United States or Egypt ? Vote for the TOP Country of the Week !


There is just one answer it is a matter entirely of training. It might be said that the Canadian casualties on the Texas flying-fields near Fort Worth during the winter of 1917-18, when the Royal Air Force occupied two airdromes, were the cause of comment all over the country.

Late that night it had reached one of the huge airdromes, the vastness of which unfolded itself to the astonished gaze of the boys at daybreak of the morning after. They had not dreamed that such acres and acres of hangars existed along the whole front. The war in the air assumed new proportions to them. They were housed in huts, warm and dry, if not palatial.

"Well, Tom, how's your head now?" "How's my head? What do you mean? There's nothing the matter with my head," and the speaker, who wore the uniform of a French aviator, glanced up in surprise from the cot on which he was reclining in his tent near the airdromes that stretched around a great level field, not far from Paris. "Oh, isn't there?" questioned Jack Parmly, with a smile.

But in the battles of the Somme our airmen, at a heavy cost of life, kept the enemy down a while and blinded his eyes. The planting of new airdromes between Albert and Amiens, the long trail down the roads of lorries packed with wings and the furniture of aircraft factories, gave the hint, to those who had eyes to see, that in this direction a merry hell was being prepared.

But the targets were airdromes, military camps, arsenals and munitions camps not hospitals or kindergartens.

Even Jimmy knew enough about airdromes to recognize that. He waited a moment at the table to take in fully the momentous fact that their own little town was to be a center of activity with regard to aviation. Then he dashed out to spread the news among his schoolfellows. His particular chums were, like himself, boys whose homes were in the town.

Reference has been made to the extraordinary immunity of flying airplanes to the attacks of anti-aircraft guns. The number of wounds they could sustain without being brought to earth was amazing. Grahame-White tells of a comparison made in one of the airdromes of the wounds sustained by the machines after a day's hard scouting and fighting.

Almost immediately preparations for the route were worked out, twenty-five airdromes and landing-fields were designated, of which the main ones would be at Cairo and Basra on the Tigris, with subsidiary fields at Marseilles, Pisa, or Rome, Taranto, Sollum, Bushire, Damascus, Bagdad, Bander Abbas, Karachi, Hyderabad, and Jodhpur.

Shortly after the Royal Air Force returned to its airdromes in Canada in the middle of April the Gosport system of flying training, which had been used successfully in England, was begun on the Curtiss J.N. 4B-type training-plane. The result was an immediate and material decrease in fatal accidents.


◆ WHAT YOU HAVE TO DO ◆
In the records below, find each line with the word "from" and copy it.

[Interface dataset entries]
------

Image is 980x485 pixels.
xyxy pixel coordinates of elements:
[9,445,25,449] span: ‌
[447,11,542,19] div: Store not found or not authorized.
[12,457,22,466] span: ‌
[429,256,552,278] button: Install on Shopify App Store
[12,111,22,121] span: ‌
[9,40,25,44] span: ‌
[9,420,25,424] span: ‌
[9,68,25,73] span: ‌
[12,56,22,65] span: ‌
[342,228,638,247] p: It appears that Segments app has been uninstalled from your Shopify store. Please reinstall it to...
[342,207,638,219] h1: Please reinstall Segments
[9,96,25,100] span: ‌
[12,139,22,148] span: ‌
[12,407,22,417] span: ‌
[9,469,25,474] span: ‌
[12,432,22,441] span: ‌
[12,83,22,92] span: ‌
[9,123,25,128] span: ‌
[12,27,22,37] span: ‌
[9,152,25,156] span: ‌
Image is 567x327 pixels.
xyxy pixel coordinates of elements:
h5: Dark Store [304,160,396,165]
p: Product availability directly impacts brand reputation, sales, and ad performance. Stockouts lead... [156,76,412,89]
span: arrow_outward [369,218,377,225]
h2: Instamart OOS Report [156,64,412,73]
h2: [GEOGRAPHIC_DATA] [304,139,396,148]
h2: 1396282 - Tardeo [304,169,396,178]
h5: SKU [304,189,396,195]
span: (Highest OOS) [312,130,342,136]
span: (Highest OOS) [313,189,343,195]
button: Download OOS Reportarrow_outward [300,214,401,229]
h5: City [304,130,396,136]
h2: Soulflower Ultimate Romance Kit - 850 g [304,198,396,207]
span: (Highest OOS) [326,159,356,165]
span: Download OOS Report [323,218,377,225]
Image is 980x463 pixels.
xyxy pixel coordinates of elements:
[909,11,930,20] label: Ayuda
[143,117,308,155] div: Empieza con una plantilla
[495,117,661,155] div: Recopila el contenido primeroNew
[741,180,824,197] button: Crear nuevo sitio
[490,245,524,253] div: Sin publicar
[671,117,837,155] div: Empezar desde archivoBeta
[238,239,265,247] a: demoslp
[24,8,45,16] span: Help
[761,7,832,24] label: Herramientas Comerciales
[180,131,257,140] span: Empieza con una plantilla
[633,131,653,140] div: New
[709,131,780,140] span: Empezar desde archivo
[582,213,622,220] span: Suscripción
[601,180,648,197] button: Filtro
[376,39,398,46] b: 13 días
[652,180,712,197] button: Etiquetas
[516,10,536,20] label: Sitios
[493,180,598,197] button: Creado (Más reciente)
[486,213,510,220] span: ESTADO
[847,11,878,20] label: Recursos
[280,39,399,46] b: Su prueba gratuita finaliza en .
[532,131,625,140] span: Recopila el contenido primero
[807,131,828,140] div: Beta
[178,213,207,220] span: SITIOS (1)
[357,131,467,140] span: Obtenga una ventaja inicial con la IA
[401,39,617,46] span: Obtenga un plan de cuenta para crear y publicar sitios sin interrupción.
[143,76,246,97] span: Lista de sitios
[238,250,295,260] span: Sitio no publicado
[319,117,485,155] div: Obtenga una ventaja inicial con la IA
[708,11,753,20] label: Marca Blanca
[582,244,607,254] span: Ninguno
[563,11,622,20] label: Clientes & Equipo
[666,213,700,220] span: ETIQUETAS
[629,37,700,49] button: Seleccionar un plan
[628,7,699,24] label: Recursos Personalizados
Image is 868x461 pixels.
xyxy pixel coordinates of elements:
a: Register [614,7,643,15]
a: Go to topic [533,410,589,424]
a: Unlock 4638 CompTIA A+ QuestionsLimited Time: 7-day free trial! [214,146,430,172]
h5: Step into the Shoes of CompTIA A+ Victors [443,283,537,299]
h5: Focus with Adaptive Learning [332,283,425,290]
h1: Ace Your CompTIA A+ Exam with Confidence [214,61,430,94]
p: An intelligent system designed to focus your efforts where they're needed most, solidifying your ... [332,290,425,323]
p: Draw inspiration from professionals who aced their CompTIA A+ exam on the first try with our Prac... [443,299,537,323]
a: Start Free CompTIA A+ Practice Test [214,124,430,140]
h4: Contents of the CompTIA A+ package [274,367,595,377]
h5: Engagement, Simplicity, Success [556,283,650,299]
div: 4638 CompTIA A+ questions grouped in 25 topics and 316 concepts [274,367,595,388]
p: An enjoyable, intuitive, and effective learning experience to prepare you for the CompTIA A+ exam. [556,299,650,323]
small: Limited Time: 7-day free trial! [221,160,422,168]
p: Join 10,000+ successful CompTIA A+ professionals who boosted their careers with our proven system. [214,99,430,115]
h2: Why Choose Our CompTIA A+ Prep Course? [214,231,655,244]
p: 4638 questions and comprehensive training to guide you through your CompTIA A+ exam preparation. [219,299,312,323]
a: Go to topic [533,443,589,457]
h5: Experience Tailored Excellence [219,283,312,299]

------

◆ RESULT OF THE EXERCISE ◆
[342,228,638,247] p: It appears that Segments app has been uninstalled from your Shopify store. Please reinstall it to...
p: Draw inspiration from professionals who aced their CompTIA A+ exam on the first try with our Prac... [443,299,537,323]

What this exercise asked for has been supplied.